Bethel, New York (USA) (AFP)

It was exactly 50 years ago: Les Poinelli hitch-hiked to the Woodstock festival he had heard on the radio, where he was going to meet the woman of his life.

This weekend, he returned to the small, rural town of Bethel, in northwestern New York, which has so marked its existence, like hundreds of aging hippies wearing faded t-shirts, flower crowns and suede fringed jackets. , emblematic of the era of "Peace and Love".

"You could not help feeling overwhelmed by the crowds, overwhelmed by the generosity of people," recalls Poinelli, 19 years old at the time, from where the legendary scene where legends of rock like Jimi Hendrix, Janis Joplin and Santana in front of nearly half a million people.

He remembers that after spending the weekend with his new sweetheart Gail, they went behind the stage, where Joe Cocker had just started playing, to say goodbye.

"I gave him a kiss on the cheek, and it was our only sexual adventures of the weekend," he says, smiling, with the tickets of the time, which he had framed .

Two years after dancing together to the sounds of classic bands like Creedence Clearwater Revival and Canned Heat, Gail and Les were getting married. They were going to have five children and 12 grandchildren together.

- Kissing Janis Joplin -

A cult festival for an entire generation, from August 15 to 18, 1969, Woodstock saw close to 500,000 people in the alfalfa fields of the picturesque Catskills region. Despite torrential rain, they partied and often used drugs or made love in a rare atmosphere of freedom and carelessness.

Despite the mud, the lack of food, and the risk of overdose, the festival remained a symbol of hope sharp with a decade rich in assassinations and riots, against the backdrop of the Vietnam War.

The site is now run by the Bethel Woods Center for the Arts, which regularly hosts concerts and runs a museum in memory of the festival.

Celebrations for the 50th anniversary kicked off Thursday night: the folk musician Arlo Guthrie, son of Woody Guthrie, who had performed in 1969 when he was just 22, was to open the ball, followed by Ringo Starr over the weekend. , Santana, John Fogerty of Creedence Clearwater Revival.

Biker, RJ Pinto goes on pilgrimage almost every year to Bethel, to find the atmosphere of 50 years ago.

"Peace, music and love are really there," he says emphatically. "It was a global phenomenon."

Pinto claims to have seen everything in 1969, despite the widespread chaos that was the festival. But he mostly remembers a kiss to Janis Joplin.

"She touched me deeply," he says, sitting on his bike. "Janis was an amazing girl ... we stayed around her until I could take her hand and kiss her on the cheek."

- "Woodstock for eternity" -

Some came from far away to find the legendary spirit of Woodstock, like Patrick Depauw, who came specially from Belgium.

He was only 10 years old in 1969, but saw the Oscar winning film of 1970 that was to mark the festival as the high point of the hippie era.

"All my life has been impregnated by this event," said the 60-year-old man in a washed out t-shirt. "I had only one idea in my head, it was to realize my dream and to come for the 50th anniversary of Woodstock on the original site of the festival".

The spirit of Woodstock returns today, according to him, because "the events, whether on the American continent or in Europe, are disturbing (...) The world lacks more and more solidarity and this type of movement (promotes) solidarity. "

Before returning to Woodstock on Thursday, Les Poinelli went, as he does almost daily, to the grave of his wife, who died in 2016.

"From Woodstock to eternity," he says he has engraved on his tombstone.

Looking down on the hills surrounding Bethel, he adds, "This is where life began."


# TASK REQUIREMENTS
Print the records below exactly, omitting all pictures.

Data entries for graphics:
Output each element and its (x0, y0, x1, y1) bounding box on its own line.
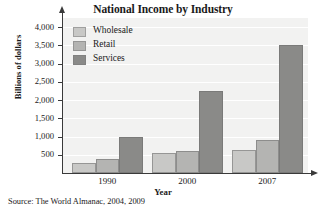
y-axis-tick (58, 155, 63, 156)
legend-label-retail: Retail (93, 39, 115, 49)
gridline (63, 137, 308, 138)
legend-swatch-retail (73, 41, 86, 51)
y-axis-tick (58, 137, 63, 138)
bar-wholesale-2007 (232, 150, 256, 173)
source-note: Source: The World Almanac, 2004, 2009 (8, 197, 145, 206)
bar-services-1990 (119, 137, 143, 173)
gridline (63, 100, 308, 101)
y-axis-tick (58, 118, 63, 119)
y-axis-tick (58, 27, 63, 28)
y-axis-line (62, 12, 63, 174)
x-axis-title: Year (0, 187, 326, 197)
chart-figure: National Income by Industry 5001,0001,50… (0, 0, 326, 215)
bar-services-2000 (199, 91, 223, 173)
y-axis-title: Billions of dollars (13, 12, 23, 122)
y-axis-tick (58, 82, 63, 83)
legend-label-wholesale: Wholesale (93, 25, 133, 35)
legend-swatch-services (73, 55, 86, 65)
bar-wholesale-1990 (72, 163, 96, 173)
y-axis-tick-label: 3,500 (4, 40, 54, 50)
y-axis-tick (58, 64, 63, 65)
y-axis-tick-label: 2,500 (4, 76, 54, 86)
gridline (63, 82, 308, 83)
x-axis-tick-label-2007: 2007 (237, 176, 297, 186)
y-axis-tick (58, 45, 63, 46)
x-axis-tick-label-1990: 1990 (77, 176, 137, 186)
x-axis-tick-label-2000: 2000 (157, 176, 217, 186)
y-axis-tick (58, 100, 63, 101)
y-axis-tick-label: 2,000 (4, 95, 54, 105)
bar-wholesale-2000 (152, 153, 176, 173)
bar-retail-1990 (96, 159, 120, 173)
gridline (63, 118, 308, 119)
y-axis-tick-label: 500 (4, 149, 54, 159)
bar-services-2007 (279, 45, 303, 173)
legend-label-services: Services (93, 53, 125, 63)
y-axis-tick-label: 3,000 (4, 58, 54, 68)
bar-retail-2000 (176, 151, 200, 173)
x-axis-line (62, 173, 312, 174)
legend-swatch-wholesale (73, 27, 86, 37)
y-axis-tick-label: 1,500 (4, 113, 54, 123)
y-axis-tick-label: 4,000 (4, 22, 54, 32)
chart-title: National Income by Industry (0, 3, 326, 15)
x-axis-arrow-icon (311, 170, 318, 176)
gridline (63, 64, 308, 65)
y-axis-tick-label: 1,000 (4, 131, 54, 141)
bar-retail-2007 (256, 140, 280, 173)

# THE COMPLETED TASK
Output each element and its (x0, y0, x1, y1) bounding box on its own line.
y-axis-tick (58, 155, 63, 156)
legend-label-retail: Retail (93, 39, 115, 49)
gridline (63, 137, 308, 138)
legend-swatch-retail (73, 41, 86, 51)
y-axis-tick (58, 137, 63, 138)
bar-wholesale-2007 (232, 150, 256, 173)
source-note: Source: The World Almanac, 2004, 2009 (8, 197, 145, 206)
bar-services-1990 (119, 137, 143, 173)
gridline (63, 100, 308, 101)
y-axis-tick (58, 118, 63, 119)
y-axis-tick (58, 27, 63, 28)
y-axis-line (62, 12, 63, 174)
x-axis-title: Year (0, 187, 326, 197)
chart-figure: National Income by Industry 5001,0001,50… (0, 0, 326, 215)
bar-services-2000 (199, 91, 223, 173)
y-axis-title: Billions of dollars (13, 12, 23, 122)
y-axis-tick (58, 82, 63, 83)
legend-label-wholesale: Wholesale (93, 25, 133, 35)
legend-swatch-services (73, 55, 86, 65)
bar-wholesale-1990 (72, 163, 96, 173)
y-axis-tick-label: 3,500 (4, 40, 54, 50)
y-axis-tick (58, 64, 63, 65)
y-axis-tick-label: 2,500 (4, 76, 54, 86)
gridline (63, 82, 308, 83)
x-axis-tick-label-2007: 2007 (237, 176, 297, 186)
y-axis-tick (58, 45, 63, 46)
x-axis-tick-label-1990: 1990 (77, 176, 137, 186)
x-axis-tick-label-2000: 2000 (157, 176, 217, 186)
y-axis-tick (58, 100, 63, 101)
y-axis-tick-label: 2,000 (4, 95, 54, 105)
bar-wholesale-2000 (152, 153, 176, 173)
bar-retail-1990 (96, 159, 120, 173)
gridline (63, 118, 308, 119)
y-axis-tick-label: 500 (4, 149, 54, 159)
bar-services-2007 (279, 45, 303, 173)
legend-label-services: Services (93, 53, 125, 63)
y-axis-tick-label: 3,000 (4, 58, 54, 68)
bar-retail-2000 (176, 151, 200, 173)
x-axis-line (62, 173, 312, 174)
legend-swatch-wholesale (73, 27, 86, 37)
y-axis-tick-label: 1,500 (4, 113, 54, 123)
y-axis-tick-label: 4,000 (4, 22, 54, 32)
chart-title: National Income by Industry (0, 3, 326, 15)
x-axis-arrow-icon (311, 170, 318, 176)
gridline (63, 64, 308, 65)
y-axis-tick-label: 1,000 (4, 131, 54, 141)
bar-retail-2007 (256, 140, 280, 173)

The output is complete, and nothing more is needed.